What Washington Summers Tell You About The Power Of Technology
There’s a school of thought that says big government wasn’t possible in America until air conditioning was invented. Before air conditioning came along it was just too hot to get anything done in D.C. during the summer, so America had a part-time government that deserted the city for much of the year. Of course, we know some things got done here even in the dead of summer, if they were important enough. For instance, the Army’s Air War Plans Division put together its first campaign plan for World War Two during July of 1941 in the fetid War Department Annex, which stood near the present-day Vietnam War Memorial. But much of official Washington was somewhere else while the Japanese Imperial Navy was practicing to attack Pearl Harbor.
Once air conditioning became widely available everything changed, and not just in Washington. The entire South was transformed. The South had been like a Third World country since the Civil War ended, poorer and far less productive than the rest of the nation. When John D. Rockefeller turned to philanthropy at the beginning of the 20th Century, his biggest project was combating parasitic diseases in the South — diseases similar to those still found in the Niger Delta. And when FDR decided to get the federal government into rural development in a big way during the New Deal, much of the money was spent on wiring up the thinly-electrified South (most of the phone lines there were still party lines well into the 1950s).

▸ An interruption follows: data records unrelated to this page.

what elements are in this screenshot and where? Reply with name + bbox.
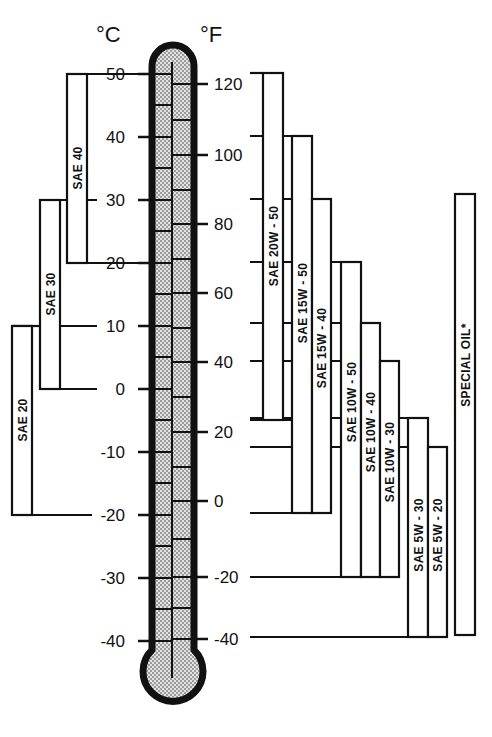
label-sae-20w-50: SAE 20W - 50	[267, 206, 281, 286]
label-sae-10w-40: SAE 10W - 40	[364, 392, 378, 472]
fahrenheit-tick-minus20: -20	[214, 568, 239, 587]
fahrenheit-tick-20: 20	[214, 423, 233, 442]
celsius-tick-0: 0	[116, 380, 125, 399]
label-sae-10w-50: SAE 10W - 50	[345, 362, 359, 442]
celsius-tick-minus20: -20	[100, 506, 125, 525]
label-sae-30: SAE 30	[44, 272, 58, 315]
label-sae-5w-30: SAE 5W - 30	[412, 498, 426, 571]
celsius-axis: 50 40 30 20 10 0 -10 -20 -30 -40	[100, 65, 152, 651]
fahrenheit-tick-0: 0	[214, 492, 223, 511]
celsius-tick-40: 40	[106, 128, 125, 147]
celsius-tick-10: 10	[106, 317, 125, 336]
fahrenheit-tick-minus40: -40	[214, 630, 239, 649]
celsius-tick-30: 30	[106, 191, 125, 210]
label-sae-20: SAE 20	[16, 398, 30, 441]
celsius-unit-label: °C	[96, 22, 121, 47]
label-sae-15w-40: SAE 15W - 40	[315, 308, 329, 388]
multi-grade-oils: SAE 20W - 50 SAE 15W - 50 SAE 15W - 40 S…	[250, 73, 475, 637]
label-sae-15w-50: SAE 15W - 50	[296, 263, 310, 343]
label-sae-40: SAE 40	[71, 146, 85, 189]
thermometer-icon	[143, 45, 203, 701]
oil-viscosity-temperature-chart: °C °F	[0, 0, 492, 737]
fahrenheit-tick-120: 120	[214, 75, 242, 94]
fahrenheit-tick-40: 40	[214, 353, 233, 372]
fahrenheit-tick-100: 100	[214, 146, 242, 165]
fahrenheit-axis: 120 100 80 60 40 20 0 -20 -40	[194, 75, 242, 649]
label-sae-10w-30: SAE 10W - 30	[383, 422, 397, 502]
celsius-tick-minus30: -30	[100, 569, 125, 588]
fahrenheit-unit-label: °F	[200, 22, 222, 47]
celsius-tick-minus10: -10	[100, 443, 125, 462]
fahrenheit-tick-60: 60	[214, 284, 233, 303]
bar-special-oil	[455, 194, 475, 635]
label-sae-5w-20: SAE 5W - 20	[431, 498, 445, 571]
celsius-tick-minus40: -40	[100, 632, 125, 651]
label-special-oil: SPECIAL OIL*	[459, 323, 473, 406]
fahrenheit-tick-80: 80	[214, 215, 233, 234]
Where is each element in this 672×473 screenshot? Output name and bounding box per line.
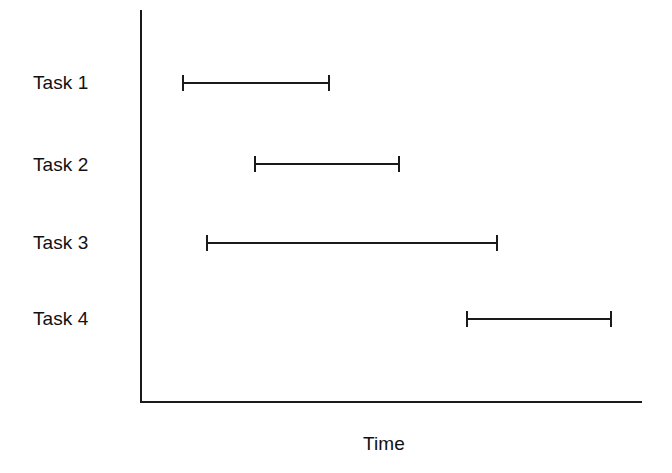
task-bar-task-4 [466, 310, 612, 328]
task-bar-end-cap [610, 311, 612, 327]
task-bar-end-cap [398, 156, 400, 172]
task-label-task-1: Task 1 [33, 73, 89, 92]
task-bar-end-cap [328, 75, 330, 91]
task-bar-line [206, 242, 498, 244]
task-bar-line [254, 163, 400, 165]
task-bar-task-1 [182, 74, 330, 92]
task-bar-line [466, 318, 612, 320]
task-bar-line [182, 82, 330, 84]
task-bar-task-2 [254, 155, 400, 173]
x-axis-title: Time [363, 434, 405, 453]
task-label-task-3: Task 3 [33, 233, 89, 252]
y-axis-line [140, 10, 142, 403]
task-bar-end-cap [496, 235, 498, 251]
task-label-task-2: Task 2 [33, 155, 89, 174]
x-axis-line [140, 401, 642, 403]
gantt-chart: Task 1 Task 2 Task 3 Task 4 Time [0, 0, 672, 473]
task-bar-task-3 [206, 234, 498, 252]
task-label-task-4: Task 4 [33, 309, 89, 328]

Some people think that the South changed because it developed a two-party system after generations of Democratic dominance, but that was really a sideshow in the rush to develop. The realignment of partisan affiliations in the South during the 1960s and 1970s simply mirrored pre-existing racial divisions. It was air conditioning and a few other innovations (like penicillin) that provided the foundation for economic growth. And therein lies an important lesson for Washington’s policymakers, especially now that they can stay in town for the entire year dreaming up ways to spend money. The only thing that fundamentally changes the human condition from generation to generation is new technology. There isn’t much that industry or ideology can do to improve society unless the tools at our disposal become better.
That lesson was well understood in Washington after World War Two, because people saw how inventions like the atomic bomb had affected the outcome of the war, and they remembered what it was like before air conditioning, television, and antibiotics. But sometime around Earth Day in 1970, America’s elites began losing their love for technology. They became more ambivalent about technology-driven progress, and their electoral behavior reflected that shift. It is no coincidence that during the intervening years, the nation has lost its way in so many technological endeavors, from the human spaceflight program to stem cell research to the superconducting supercollider. If there is one thing our political system and popular culture needs to relearn, it’s how investing in the right technologies can fundamentally improve America’s prospects for the future — and how failing to invest can doom our nation to decline.
Just a passing thought from my comfortably cool office on a hot summer day in Washington.